I had been warned. The odor was almost unbearable! The boy hung up his lantern
and said, "Hey, Paw, guess what we have for breakfast? Preacher!" "Put him
in your bed. You can sleep on the cot," said 'Paw. Man and wife were in a
bed in the 'front' room. (The woman weighed over 400 pounds. She wanted to
be baptized by immersion, but the pastors were all afraid to try to lift
her out of the water.)
The son picked up the oil lamp from the table and led the way up a steep
stairway to the second floor. It was a "story and a half house, with the
sloping ceilings common to such. These were four teenage daughters, lying
in two double beds in a room without partitions. The boy put down the lamp,
took off all his clothes, and lay down on the cot.
"You can have my bed there," he said, indicating another double bed. "Do
you blow out this lamp?" I asked. "Hope, we leave her burn," he replied.
What was I to do? I had to get into my pajamas in some way, and while the
girls all had their eyes closed, I had no way of knowing if they were asleep,
or "playing 'possum."
Because of the slope of the ceiling, the bed would go no closer than three
feet to the wall. I bent over, after having turned the lamp down as low as
I dared crawled back in the space behind the head of the bed, and changed
my clothes. I came out, turned up the lamp, put my shirt over the dirty pillow,
and crawled into the filthy sheets. In a few minutes, I felt something crawling
on my back. I caught the insect and crushed it between my finger and thumb,
and from earlier experiences, knew from the odor that I had caught a bedbug.

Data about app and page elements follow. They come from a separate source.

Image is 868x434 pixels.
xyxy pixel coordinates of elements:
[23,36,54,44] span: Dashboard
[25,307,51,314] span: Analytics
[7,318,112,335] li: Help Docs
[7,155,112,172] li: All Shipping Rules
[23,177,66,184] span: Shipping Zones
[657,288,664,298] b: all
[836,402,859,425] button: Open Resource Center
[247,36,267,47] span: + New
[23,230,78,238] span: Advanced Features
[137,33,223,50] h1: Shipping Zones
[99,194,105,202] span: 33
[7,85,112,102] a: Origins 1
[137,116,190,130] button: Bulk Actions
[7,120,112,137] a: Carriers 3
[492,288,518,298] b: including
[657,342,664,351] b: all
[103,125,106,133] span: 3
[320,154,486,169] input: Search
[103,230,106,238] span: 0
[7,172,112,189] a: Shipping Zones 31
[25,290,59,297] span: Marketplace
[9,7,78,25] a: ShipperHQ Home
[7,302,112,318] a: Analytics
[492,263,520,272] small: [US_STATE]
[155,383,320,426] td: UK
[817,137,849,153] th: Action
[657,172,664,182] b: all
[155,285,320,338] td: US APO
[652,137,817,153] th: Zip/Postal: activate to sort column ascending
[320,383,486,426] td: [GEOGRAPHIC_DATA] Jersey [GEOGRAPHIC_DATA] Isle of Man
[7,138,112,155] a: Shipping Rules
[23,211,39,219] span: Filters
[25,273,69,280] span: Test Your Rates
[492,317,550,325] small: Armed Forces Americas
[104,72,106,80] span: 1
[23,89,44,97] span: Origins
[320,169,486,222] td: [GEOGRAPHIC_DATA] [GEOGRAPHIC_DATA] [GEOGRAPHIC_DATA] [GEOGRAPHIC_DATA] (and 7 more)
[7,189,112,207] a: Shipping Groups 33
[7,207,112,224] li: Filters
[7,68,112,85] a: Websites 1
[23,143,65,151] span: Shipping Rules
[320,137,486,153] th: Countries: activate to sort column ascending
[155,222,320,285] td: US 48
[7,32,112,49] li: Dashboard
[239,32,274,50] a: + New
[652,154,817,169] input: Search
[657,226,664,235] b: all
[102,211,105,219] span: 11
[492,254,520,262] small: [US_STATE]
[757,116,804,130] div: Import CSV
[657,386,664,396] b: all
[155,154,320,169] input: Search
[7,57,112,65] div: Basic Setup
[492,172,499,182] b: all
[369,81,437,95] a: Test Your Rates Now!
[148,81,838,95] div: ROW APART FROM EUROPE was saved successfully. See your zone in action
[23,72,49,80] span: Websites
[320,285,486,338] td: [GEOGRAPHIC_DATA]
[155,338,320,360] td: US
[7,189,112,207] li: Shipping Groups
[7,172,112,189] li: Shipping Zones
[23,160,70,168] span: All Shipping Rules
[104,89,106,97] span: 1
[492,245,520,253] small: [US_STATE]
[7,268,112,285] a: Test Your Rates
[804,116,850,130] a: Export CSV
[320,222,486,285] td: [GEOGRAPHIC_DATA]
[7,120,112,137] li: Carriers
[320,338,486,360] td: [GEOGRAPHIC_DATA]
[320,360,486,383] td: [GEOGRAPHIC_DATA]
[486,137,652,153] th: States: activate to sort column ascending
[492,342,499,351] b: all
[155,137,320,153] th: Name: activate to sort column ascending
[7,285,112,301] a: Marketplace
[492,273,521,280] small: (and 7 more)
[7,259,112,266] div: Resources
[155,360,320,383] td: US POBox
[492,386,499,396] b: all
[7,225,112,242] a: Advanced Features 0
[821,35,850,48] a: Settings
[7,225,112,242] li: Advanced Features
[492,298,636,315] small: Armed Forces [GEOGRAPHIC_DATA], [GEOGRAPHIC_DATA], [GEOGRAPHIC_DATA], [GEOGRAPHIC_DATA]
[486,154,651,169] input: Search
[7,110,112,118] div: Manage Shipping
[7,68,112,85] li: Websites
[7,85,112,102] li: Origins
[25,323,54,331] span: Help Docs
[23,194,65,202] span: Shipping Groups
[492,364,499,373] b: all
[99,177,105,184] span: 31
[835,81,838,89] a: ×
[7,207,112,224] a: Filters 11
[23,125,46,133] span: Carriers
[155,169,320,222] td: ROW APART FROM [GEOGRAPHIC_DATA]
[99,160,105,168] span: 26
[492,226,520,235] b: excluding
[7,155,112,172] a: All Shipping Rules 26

I fought those bugs all night until about 4:30, when the early June daylight
gave me relief. When I threw back the covers, A whole battalion of bedbugs
scurried for cover into a hole in the old straw mattress.
At six o'clock, the alarm sounded downstairs, the old man's feet hit the
floor, and he began to sing, "Going Up to Jerusalem, Just Like John." One
of the girls said, "Let's get up and go downstairs, maybe he'll shut up."
I politely turned my back, but could have saved the energy, for when I went
downstairs, I knew that all of the girls had slept in their clothes, from
the many wrinkles.
"Well, I sung the cooks up; now I'll sing the preacher up." the father said. He sang all the way out to feed the pigs.
The girls called, "Breakfast!" and we sat down to biscuits, sorghum molasses,
fat-back pork warmed until it was just quivery, and black postum. (The father
said drinking coffee was a sin.)
I thought, "I like sorghum, so I'll eat some on a biscuit and wash it down
with postum." I asked a hypocritical blessing on the food and picked up a
biscuit. I tried to break it open, but my fingers slipped off. On the third
try, the gummy interior finally strung out and it broke open, and inside
was curled a long black hair. I said, "You'll have to excuse me. I didn't
sleep well last night, and I don't feel well this morning." It was every
word true! I went out behind the barn and lost even my dinner from the night
before.
I drove the 26 miles back home that night after church. When I told Elizabeth
at the door about the bedbugs, she made me take off all my clothes on the
front porch. I even had to leave my suitcase outside. Needless to say, I
never went back to that house to eat or sleep again!
Such are the fortunes of those who would serve the Lord in West Virginia
in the earlier days. I found that conditions were worse near the Ohio River
than in the mountain areas of the state.